We prototyped using Android’s resampling in Chrome, but found it was still not perfect for Chrome’s architecture resulting in some jank. To improve on it, we experimented with different algorithms, using automation to replay the same input over and over again and evaluating the screen displacement curves. After tuning, this landed at the API for java MotionEvents will be publicly exposed in the SDK so Chrome (and other apps with unbuffered input) will be able to call it. We also developed new metrics that track the quality of the scroll predictors frame, by creating a test app which introduced pixel level differences between frames (and no other form of jank) and running experiments to see what people would notice. These analysis can be read about M116 as the default, but will be launched all the way back to M110 and brings Chrome on Android on par with Chrome on iOS!
The moral of the story is: Sometimes metrics don’t cover all the cases and taking a step back and investigating from the top down and getting the lay of the land can end with a superior scrolling experience for users.
Post by: Stephen Nusko, Chrome Software Engineer
MotionMark is designed to test how much browser graphics systems can render at high frame rates. Chrome’s graphics and rendering teams have tracked over 20 optimizations since the start of the year, and more than half are available today. Together, these optimizations have almost tripled performance. Some highlights include improvements to Canvas performance, profile-guided optimization, GPU task scheduling, and layer compositing. We also created a novel algorithm for dynamic multisample anti-aliasing and out-of-process 2D canvas rasterization for improved parallelism.

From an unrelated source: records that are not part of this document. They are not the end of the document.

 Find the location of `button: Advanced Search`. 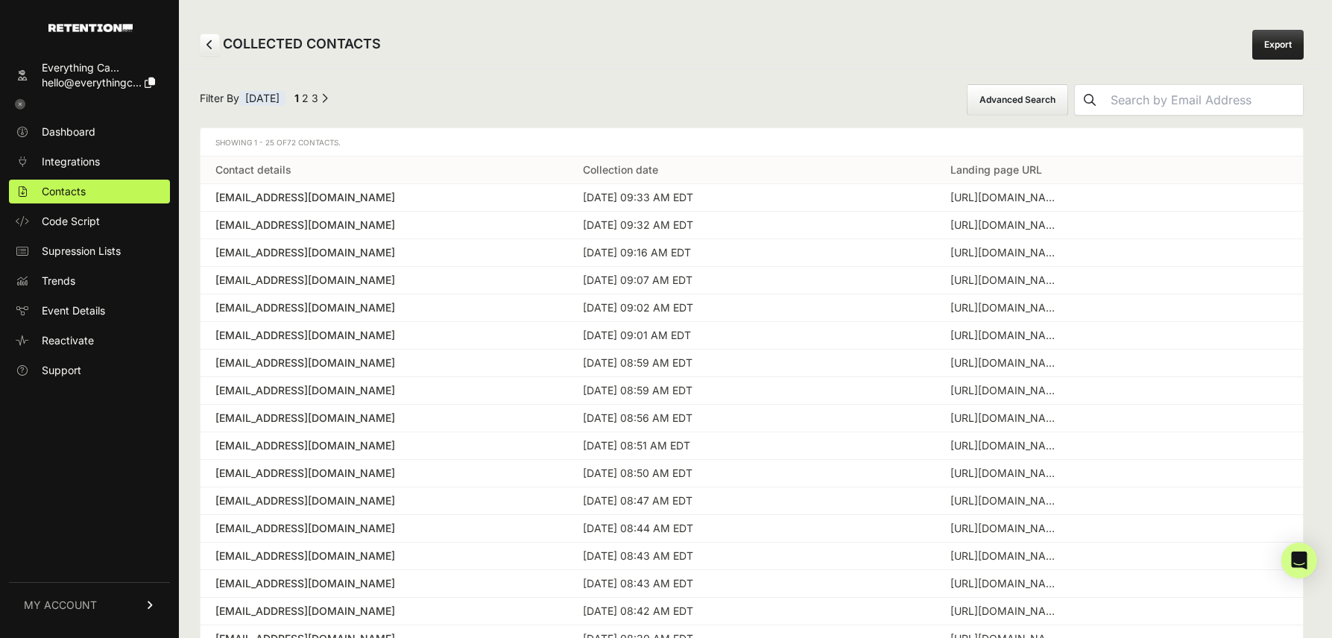

button: Advanced Search is located at coordinates (1018, 100).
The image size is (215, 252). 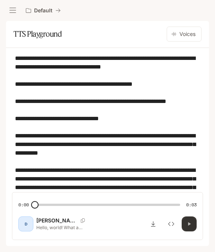 I want to click on button: Inspect, so click(x=171, y=224).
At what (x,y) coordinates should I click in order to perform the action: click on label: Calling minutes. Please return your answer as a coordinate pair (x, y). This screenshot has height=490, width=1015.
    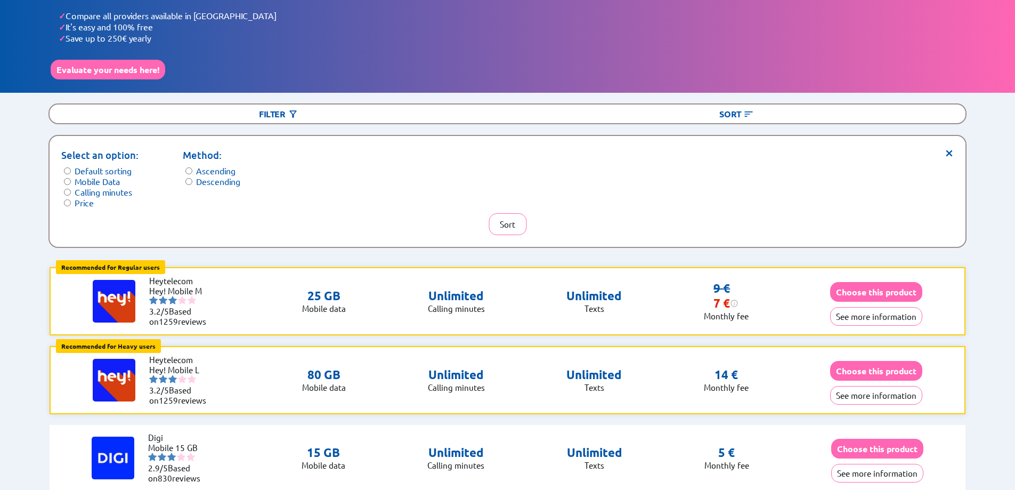
    Looking at the image, I should click on (103, 192).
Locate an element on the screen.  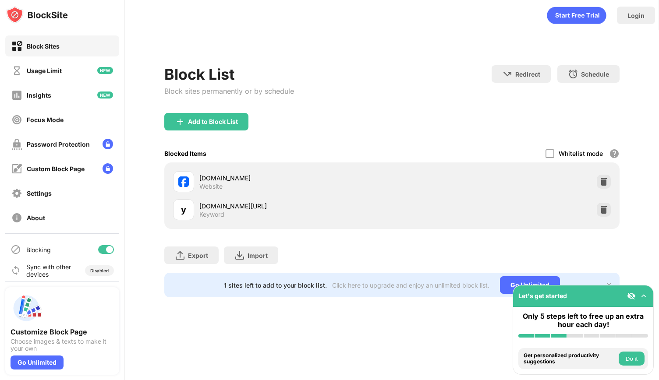
img: password-protection-off.svg is located at coordinates (17, 144).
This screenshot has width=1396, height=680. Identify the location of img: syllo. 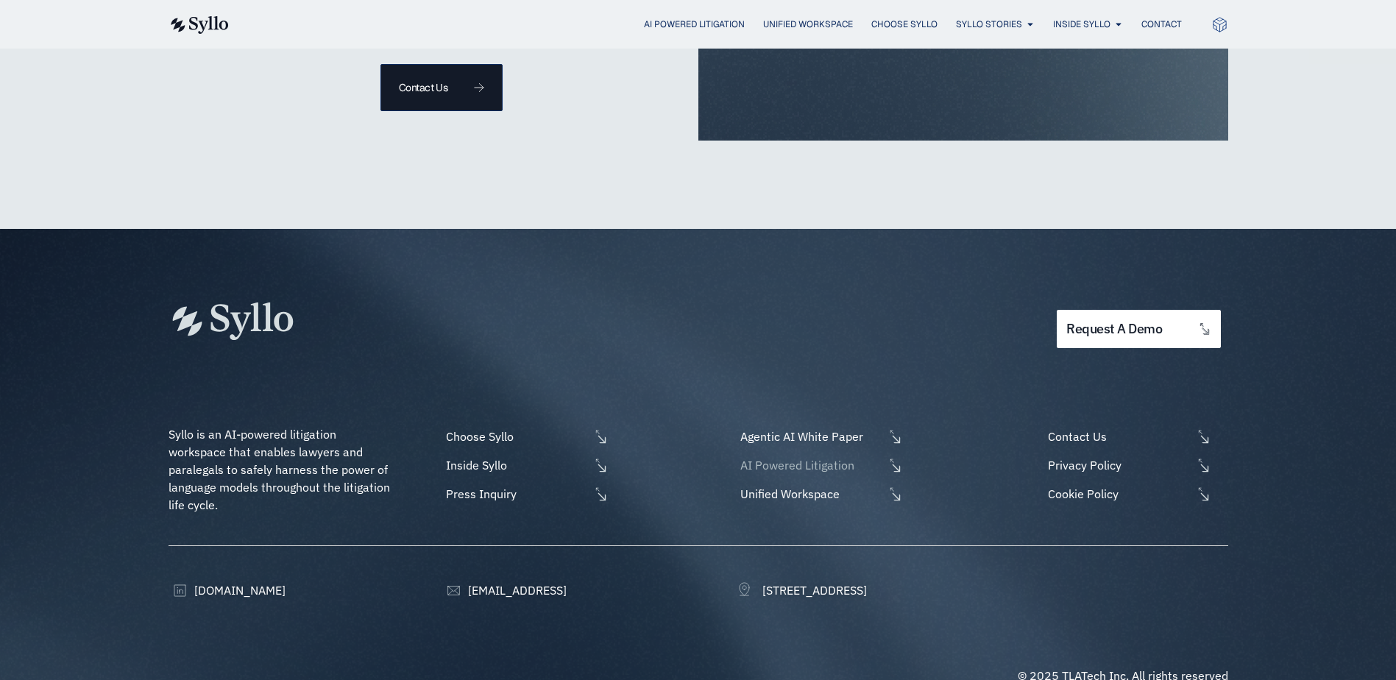
(199, 25).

We hope you all enjoy a faster Chrome!
layout shift, it feels even faster!
FID] due to the additional CPU overhead. Consequently, this behavior was removed in favor of smaller tiles and more proactive discarding of out-of-viewport bitmaps.
Freeze Dried Tabs are a compelling alternative to screenshots particularly for transitional views or places where web content might not be immediately available and waiting for it to become available would be slow. They provide additional fidelity over a screenshot and allow some useful user behavior such as links and scrolling to behave similarly to how they would in a web page.
Currently, Freeze Dried Tabs are being used in Chrome to provide a 20% perceptible speedup in cold startup on Android. We are exploring additional places where this technology might be used.